As We May Speak

Metaphor, Conceptual Blends, and Usability.

The title of this essay is a reference to Vannavar Bush's startlingly prescient 1945 essay in the Atlantic, "As We May Think". In that essay, Bush foresaw the personal computer, the importance of miniaturization, even the advent of Google Glass. He was essentially schooling the world on how we needed to change our way of thinking if we were to understand the computing (and physics) revolution that would occur after World War II.

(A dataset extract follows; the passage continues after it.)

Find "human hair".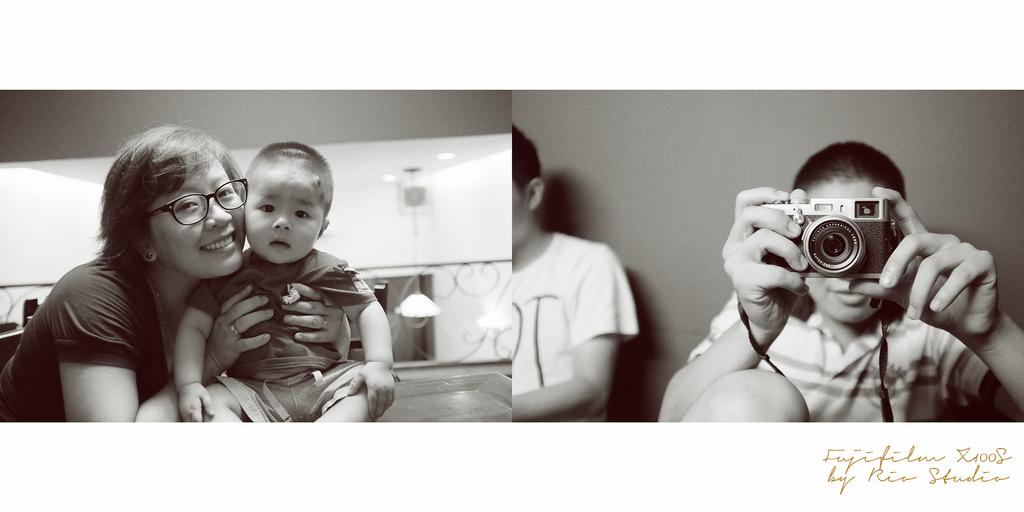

I saw Bush's essay as a nice metaphor for my essay about metaphors. In this essay I'm interested in the metaphors we use to describe and explain technology, to ourselves and to others. I refer to conceptual blend theory to extend the common understanding of how metaphor works, and then try to a apply this as a lesson for communicating better with non-technophiles, politicians even, about the future of technology. I begin with a reference to Alaska Sen. Ted Stevens who, in 2006, infamously described the Internet as a “series of tubes.” He was speaking in opposition to the concept of network neutrality. I discuss the "internet-as-tubes" metaphor, and then refer to conceptual blend theory as a way perhaps to move the conversation beyond tubes.

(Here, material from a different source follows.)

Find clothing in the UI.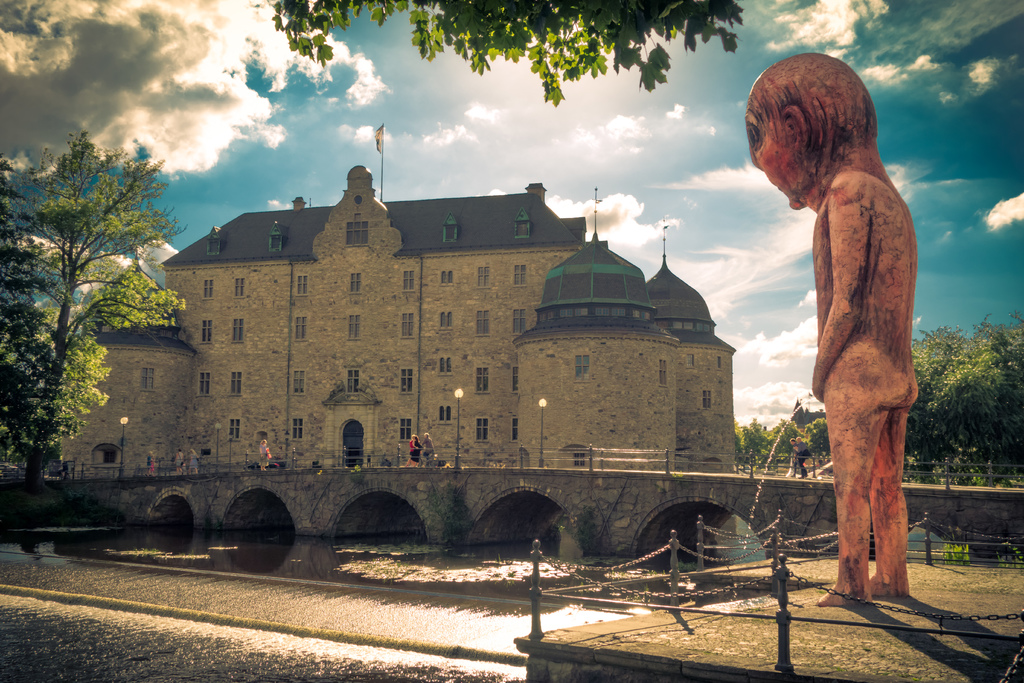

Here is a small taste of the essay:

Blends can be seen as a conceptual space in which understanding does or does not occur. In describing the Internet as a series of tubes, Stevens created a blend that correctly highlighted the similarities of the tubes/pipes input domain, namely, the properties of length, diameter, joints, etc. He created appropriate structure for the blend by drawing upon a universal “conduit” frame in which information travels from one point to another. But he also applied inappropriate properties from the pipes input: for instance, the idea that pipes can be filled to bursting or clogging, or that they present a single path from A to B. His blend was overdetermined by the “pipes” input to the detriment of his overall understanding. (A similar phenomenon is evident in Stevens’s rhetorical question, “Ten movies streaming across that, that Internet, and what happens to your own personal Internet?” “Personal Internet” may be a beautiful oxymoron, but it is also the result of a blend that is overdetermined by the “personal computer” input, itself an interesting blend). If we mocked Stevens’s comments, it is mainly because we have access to other inputs—many of them also blended constructs such as “World Wide Web,” “store-and-forward packet switching,” or “routers”—that help us better conceptualize how Internet traffic is managed.

More information about the essay is available here. You can read the official PDF of the full essay using the ACM authorizer service below.

Header image is from the original publication: Washington, D.C. Miss Helen Ringwald works with the pneumatic tubes through which messages are sent to branches in other parts of the city for delivery. Library of Congress Prints and Photographs Division.